Tell us about your brother — your relationship, the moments that mattered, what made them unique.

02

AI crafts the eulogy

Our AI uses your specific memories to write a personalized, moving eulogy — not a generic template.

03

Download and deliver

Review your eulogy, download the PDF, and deliver it with confidence. Edit freely — it's yours.

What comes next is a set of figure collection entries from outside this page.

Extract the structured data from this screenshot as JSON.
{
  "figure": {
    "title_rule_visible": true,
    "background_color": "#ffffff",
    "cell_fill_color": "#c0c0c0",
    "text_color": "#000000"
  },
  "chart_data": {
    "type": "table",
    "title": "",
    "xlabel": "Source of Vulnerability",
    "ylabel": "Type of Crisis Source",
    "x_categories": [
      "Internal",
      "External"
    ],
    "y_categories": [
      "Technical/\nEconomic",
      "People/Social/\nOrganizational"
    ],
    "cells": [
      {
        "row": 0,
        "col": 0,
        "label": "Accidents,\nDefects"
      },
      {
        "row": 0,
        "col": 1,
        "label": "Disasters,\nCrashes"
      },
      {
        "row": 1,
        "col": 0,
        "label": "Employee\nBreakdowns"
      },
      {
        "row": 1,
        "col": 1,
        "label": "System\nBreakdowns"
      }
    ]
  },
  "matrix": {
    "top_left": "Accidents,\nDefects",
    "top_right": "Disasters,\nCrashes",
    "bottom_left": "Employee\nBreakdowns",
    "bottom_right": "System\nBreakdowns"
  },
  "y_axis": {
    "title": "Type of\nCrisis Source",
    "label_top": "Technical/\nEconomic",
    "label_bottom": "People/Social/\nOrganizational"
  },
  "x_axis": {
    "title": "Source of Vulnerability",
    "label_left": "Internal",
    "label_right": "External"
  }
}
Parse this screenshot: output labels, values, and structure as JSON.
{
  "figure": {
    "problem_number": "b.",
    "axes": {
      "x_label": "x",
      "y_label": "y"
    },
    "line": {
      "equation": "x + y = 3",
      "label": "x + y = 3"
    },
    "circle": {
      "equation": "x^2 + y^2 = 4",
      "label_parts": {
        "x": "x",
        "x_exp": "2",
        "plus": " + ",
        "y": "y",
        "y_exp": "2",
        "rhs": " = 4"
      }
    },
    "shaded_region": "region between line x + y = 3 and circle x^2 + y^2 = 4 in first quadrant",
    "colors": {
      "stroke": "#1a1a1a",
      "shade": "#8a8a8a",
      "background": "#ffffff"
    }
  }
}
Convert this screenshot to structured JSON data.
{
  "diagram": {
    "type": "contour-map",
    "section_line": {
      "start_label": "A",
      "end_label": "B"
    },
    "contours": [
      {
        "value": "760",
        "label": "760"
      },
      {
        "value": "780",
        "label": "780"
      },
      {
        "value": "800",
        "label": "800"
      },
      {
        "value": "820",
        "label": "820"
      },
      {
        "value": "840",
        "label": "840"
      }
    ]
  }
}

Frequently Asked Questions

What's the right tone for a brother's eulogy?
The right tone is the honest one. Brothers often have relationships that contain humor, conflict, and deep affection all at once — a eulogy that captures that complexity will land harder than one that presents only a flattened version. If you had a funny, irreverent relationship, honor it.
How do I write a eulogy for a brother who died young?
Acknowledge the unfairness briefly and directly, then move to who he was. Specific memories carry more power than generalities about what he was robbed of. Let the room feel what he meant to the people who knew him.
Should I include childhood memories?
Yes — shared childhood memories give a eulogy a texture no other relationship has. The things only siblings know. They're often what makes a brother's eulogy feel unlike any other.
How do I speak about my brother without breaking down?
Practice the text aloud several times before the service. The familiarity helps. If you cry, pause and breathe — the room will wait for you. Most people find that the emotion is greatest in the final moments before they begin, and the speaking itself is more manageable.
How long should a eulogy for a brother be?
Three to five minutes is appropriate — roughly 400 to 700 words. Focused and specific serves better than comprehensive. Two or three concrete memories will move people more than a complete biography.

You have until tomorrow. Start now.

Answer four questions about your brother. Our AI writes a personalized eulogy from your memories — free to preview, ready in 30 seconds.